Shalva recently sat down with us to talk about the challenge of engaging the local Jewish community, what makes the DCJCC such an innovative place and why she decided to raise her kids in the house she grew up in.

What is a director of Jewish innovation?

[DCJCC CEO] Carole [Zawatsky] brought me on to really think about what it means to be Jewish in Washington, D.C. and how to work with the staff here to think about connecting Jewish values to universal values. People are making all kinds of choices in the modern world and those are really Jewish choices. Part of my job is to invite people to think about those Jewish values and allow those Jewish values to be anchoring for them and grounding for them and to help the staff engage in really interesting and creative programming around Jewish values and Jewish ideas.

What are you most excited about in your new role?

Working at an arts institution in D.C. is a very exciting thing to be doing right now. D.C. is changing so much. It’s such a vibrant, dynamic city. It’s so diverse. And it’s just amazing to be able to be with an institution that has such an incredible history and such a strong community of people who care very deeply about the arts and about their Jewish identity even though they might not be able to articulate what their Jewish identity is, how they’re Jewish in their everyday life. But I’m thrilled to be thinking about that and thinking about helping people do that.

What do you see as the biggest challenge of your job?

One of the challenges of my job is making everybody feel welcome here and also making sure that we’re not providing a watered down experience, to make sure the experience is really high quality because people in the D.C. area are intellectual. They’re smart. They are very driven. They’re very ambitious. So we need to make sure that our programming is on that level. And it has to be welcoming. We want to have deep, meaningful Jewish learning here.

What makes the DCJCC an innovative place?

Certainly the people. There are a lot of amazing people that work here. Look at our arts programming— our film festival, the music festival. The upcoming literature festival we’re planning just sounds amazing. It looks like we’re going to have some really forward thinking playwrights and forward thinking authors.

You live in the house you grew up in. Tell us about that.

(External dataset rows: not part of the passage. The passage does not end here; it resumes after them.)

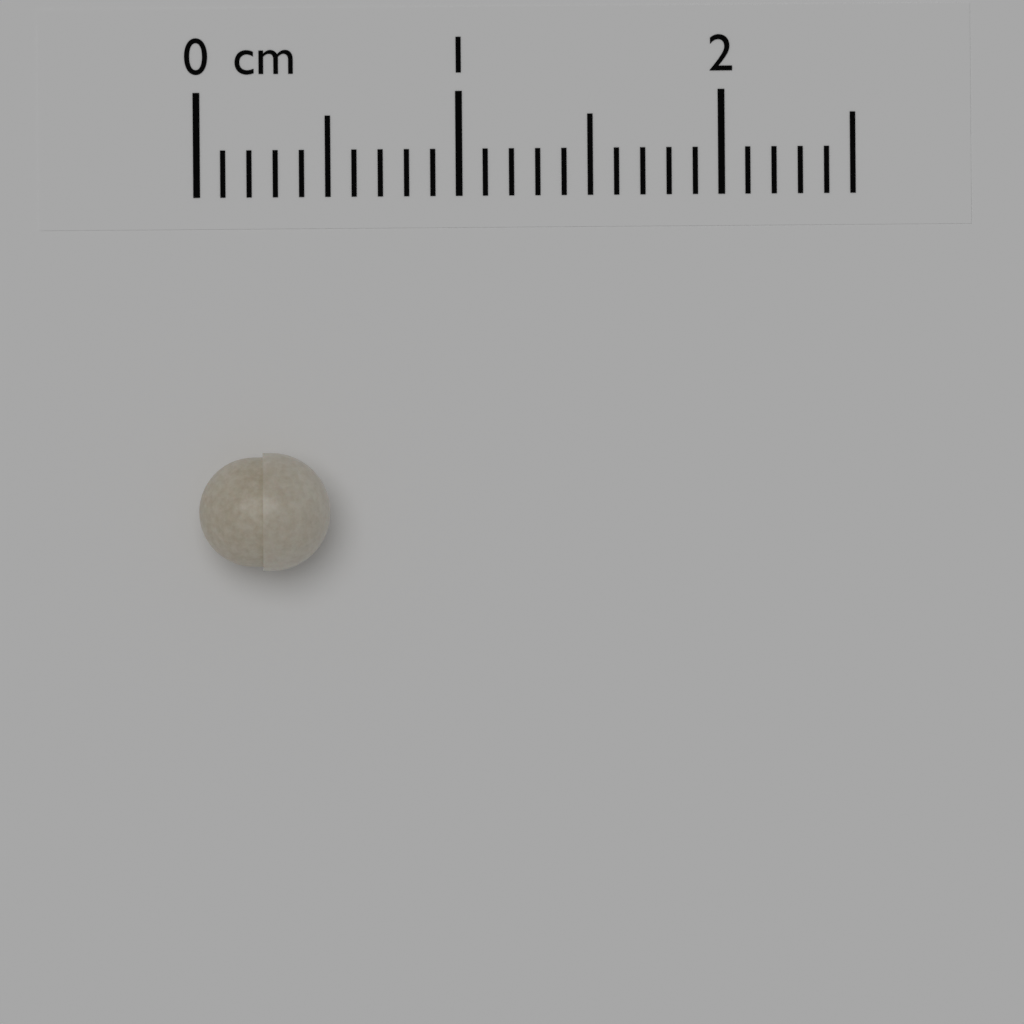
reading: 0.5 cm
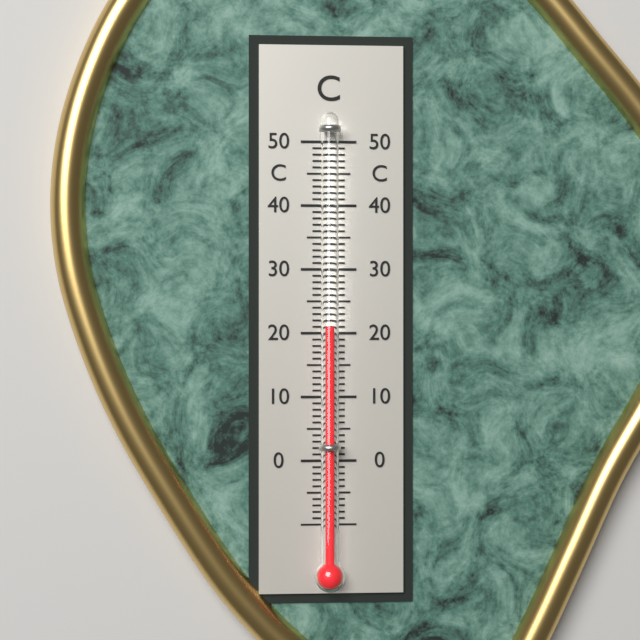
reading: 21 °C
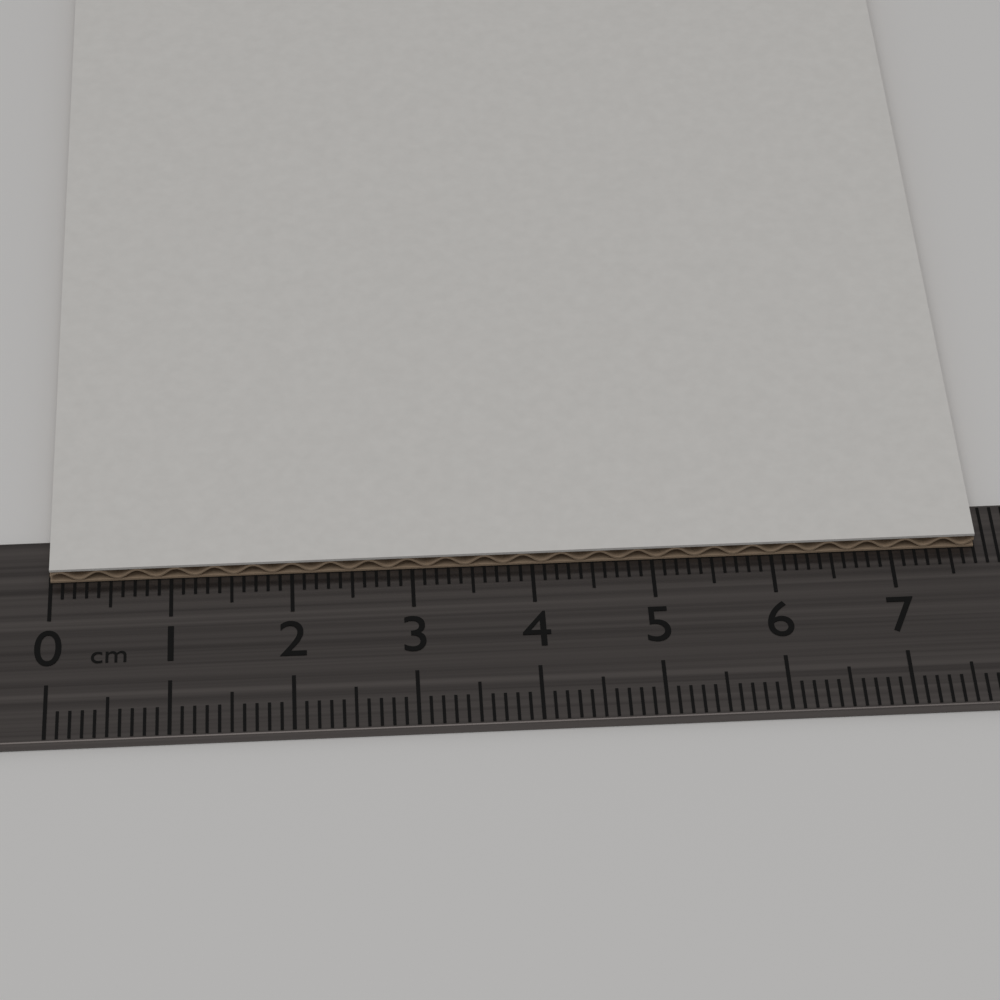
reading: 7.7 cm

I feel like my parents’ marriage wasn’t the best marriage. They got divorced in 1986.  But I have a healthy marriage. And I’m raising these two kids in the same space and it feels like a real tikkun, a healing. It feels like real repair. We’re somehow bringing a redemptive energy to the world through living in that same space that my parents lived in, having my daughter be in the room that I grew up in and my son being in the room that my brother grew up in. To have the opportunity to do that is a really nice thing.